Aping American ‘social justice’ jargon

by ANIS SHIVANI

IMAGE/Alfred Street/Duck Duck Go

I used to be shocked, not many years ago, to hear newly landed desi students on American shores immediately start spouting contemporary social justice jargon, as though they were born with it. Where did this strange verbal facility come from? How could they be so fluent in the language of deconstruction, when someone like me had had to laboriously struggle through the ramparts of classical liberalism, and then its various ideological opponents, just to get a handle on post-structuralist thought to see if it was relevant to my own project?

Now it’s much worse. It’s not just academics in the humanities and social sciences, but writers, artists, intellectuals — indeed, anyone with anything to say in public. With the current state of instantaneous global communications, the moment a liberal panic takes off in America, the next moment it infects opinion-makers everywhere. Whatever anxiety is agitating American intellectuals confronting a dying liberalism — #MeToo, white supremacy, transgender oppression, alleged Trumpian ‘fascism’ — it immediately saturates elite thinkers in parts of the world with no connection to the cultural petri dish wherein these self-involved viruses germinated.

This churn and froth, this lightning-fast imitation, this instant plugging into what appears as avant-garde thought, ignores that none of it is relevant to a country like Pakistan, or any developing country. The rhetoric comes from different sources and has different motivations than the needs of a violently unequal, feudal, patriarchal, even deeply misogynistic culture like Pakistan’s, where even the basics of liberal constitutionalism have yet to be worked out, let alone transcended.

Poverty, often driven by exploitative colonial dependencies, that in the case of Pakistan assumed a new darkness after the War on Terror, is the biggest problem; but the new language of social justice has nothing to say about it. It is entirely emptied of a class perspective — indeed, even in today’s popular intersectionalist vocabulary, which pretends to do so — and is rooted in the culture wars of the American right and left elites, with no relevance to working-class struggles in Pakistan or other poor countries.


WORK INSTRUCTION → Each record below should be returned exactly, with its pictures left out.
====
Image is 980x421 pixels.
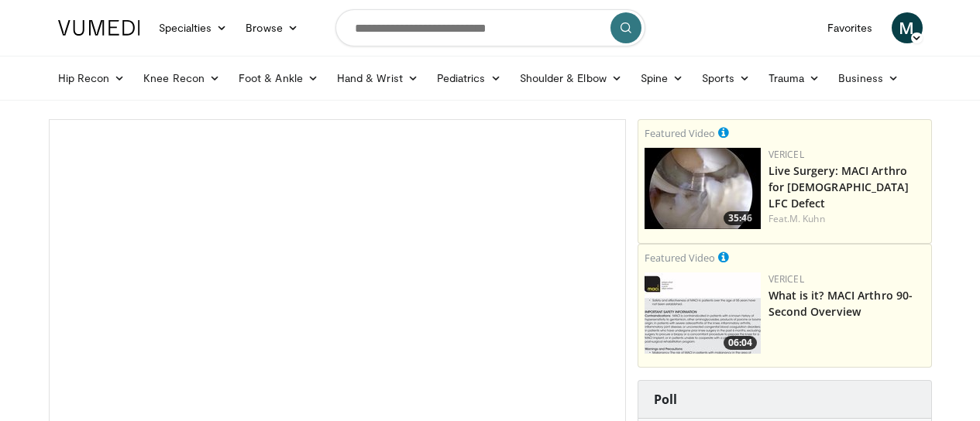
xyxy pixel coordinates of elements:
[645,272,761,354] a: 06:04
[769,148,804,161] a: Vericel
[229,63,328,93] a: Foot & Ankle
[328,63,428,93] a: Hand & Wrist
[134,63,229,93] a: Knee Recon
[645,272,761,354] img: aa6cc8ed-3dbf-4b6a-8d82-4a06f68b6688.150x105_q85_crop-smart_upscale.jpg
[645,126,716,140] small: Featured Video
[654,391,677,408] strong: Poll
[645,251,716,265] small: Featured Video
[769,212,926,226] div: Feat.
[818,12,882,43] a: Favorites
[830,63,908,93] a: Business
[511,63,632,93] a: Shoulder & Elbow
[760,63,830,93] a: Trauma
[724,336,757,350] span: 06:04
[632,63,693,93] a: Spine
[645,148,761,229] a: 35:46
[237,12,307,43] a: Browse
[693,63,760,93] a: Sports
[428,63,511,93] a: Pediatrics
[724,211,757,225] span: 35:46
[49,63,135,93] a: Hip Recon
[769,163,909,210] a: Live Surgery: MACI Arthro for [DEMOGRAPHIC_DATA] LFC Defect
[58,20,140,36] img: VuMedi Logo
[892,12,923,43] a: M
[769,272,804,286] a: Vericel
[769,288,914,319] a: What is it? MACI Arthro 90-Second Overview
[150,12,237,43] a: Specialties
[790,212,825,225] a: M. Kuhn
[645,148,761,229] img: eb023345-1e2d-4374-a840-ddbc99f8c97c.150x105_q85_crop-smart_upscale.jpg
[336,9,646,46] input: Search topics, interventions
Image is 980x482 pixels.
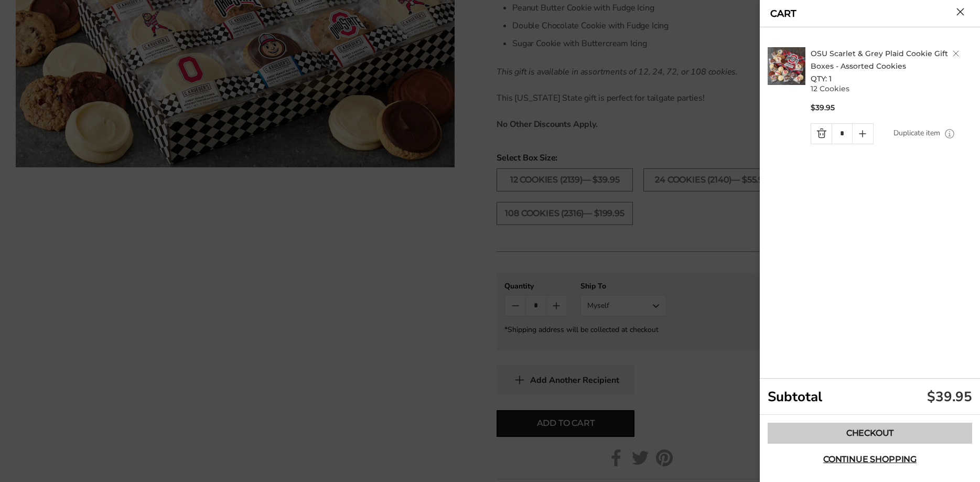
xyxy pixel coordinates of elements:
input: Quantity Input [832,124,852,143]
span: $39.95 [811,102,834,113]
a: Quantity minus button [811,124,832,143]
p: 12 Cookies [811,85,975,92]
div: $39.95 [927,387,972,406]
a: Quantity plus button [852,124,872,143]
iframe: Sign Up via Text for Offers [9,442,109,473]
a: Checkout [767,423,972,444]
button: Continue shopping [767,449,972,470]
a: Duplicate item [893,128,940,139]
span: Continue shopping [823,455,917,464]
div: Subtotal [760,379,980,415]
h2: QTY: 1 [811,47,975,85]
button: Close cart [956,8,964,16]
a: OSU Scarlet & Grey Plaid Cookie Gift Boxes - Assorted Cookies [811,49,948,71]
img: C. Krueger's. image [767,47,806,85]
a: CART [770,9,796,18]
a: Delete product [952,50,958,56]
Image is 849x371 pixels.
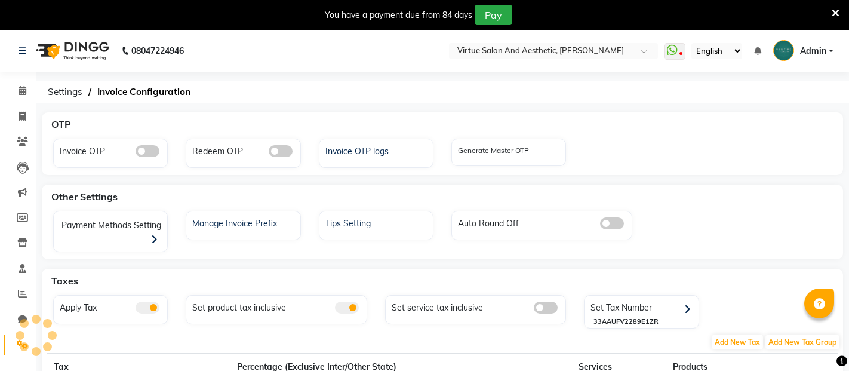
====
THE ANSWER →
Image is 980x421 pixels.
xyxy pixel coordinates of elements:
[645,272,761,354] a: 06:04
[769,148,804,161] a: Vericel
[229,63,328,93] a: Foot & Ankle
[328,63,428,93] a: Hand & Wrist
[134,63,229,93] a: Knee Recon
[645,272,761,354] img: aa6cc8ed-3dbf-4b6a-8d82-4a06f68b6688.150x105_q85_crop-smart_upscale.jpg
[645,126,716,140] small: Featured Video
[654,391,677,408] strong: Poll
[645,251,716,265] small: Featured Video
[769,212,926,226] div: Feat.
[818,12,882,43] a: Favorites
[830,63,908,93] a: Business
[511,63,632,93] a: Shoulder & Elbow
[760,63,830,93] a: Trauma
[724,336,757,350] span: 06:04
[632,63,693,93] a: Spine
[645,148,761,229] a: 35:46
[237,12,307,43] a: Browse
[693,63,760,93] a: Sports
[428,63,511,93] a: Pediatrics
[724,211,757,225] span: 35:46
[49,63,135,93] a: Hip Recon
[769,163,909,210] a: Live Surgery: MACI Arthro for [DEMOGRAPHIC_DATA] LFC Defect
[58,20,140,36] img: VuMedi Logo
[892,12,923,43] a: M
[769,272,804,286] a: Vericel
[769,288,914,319] a: What is it? MACI Arthro 90-Second Overview
[150,12,237,43] a: Specialties
[790,212,825,225] a: M. Kuhn
[645,148,761,229] img: eb023345-1e2d-4374-a840-ddbc99f8c97c.150x105_q85_crop-smart_upscale.jpg
[336,9,646,46] input: Search topics, interventions
Image is 980x482 pixels.
xyxy pixel coordinates of elements:
input: Quantity Input [832,124,852,143]
span: $39.95 [811,102,834,113]
a: Quantity minus button [811,124,832,143]
p: 12 Cookies [811,85,975,92]
div: $39.95 [927,387,972,406]
a: Quantity plus button [852,124,872,143]
iframe: Sign Up via Text for Offers [9,442,109,473]
a: Checkout [767,423,972,444]
button: Continue shopping [767,449,972,470]
a: Duplicate item [893,128,940,139]
span: Continue shopping [823,455,917,464]
div: Subtotal [760,379,980,415]
h2: QTY: 1 [811,47,975,85]
button: Close cart [956,8,964,16]
a: OSU Scarlet & Grey Plaid Cookie Gift Boxes - Assorted Cookies [811,49,948,71]
img: C. Krueger's. image [767,47,806,85]
a: CART [770,9,796,18]
a: Delete product [952,50,958,56]
Image is 849x371 pixels.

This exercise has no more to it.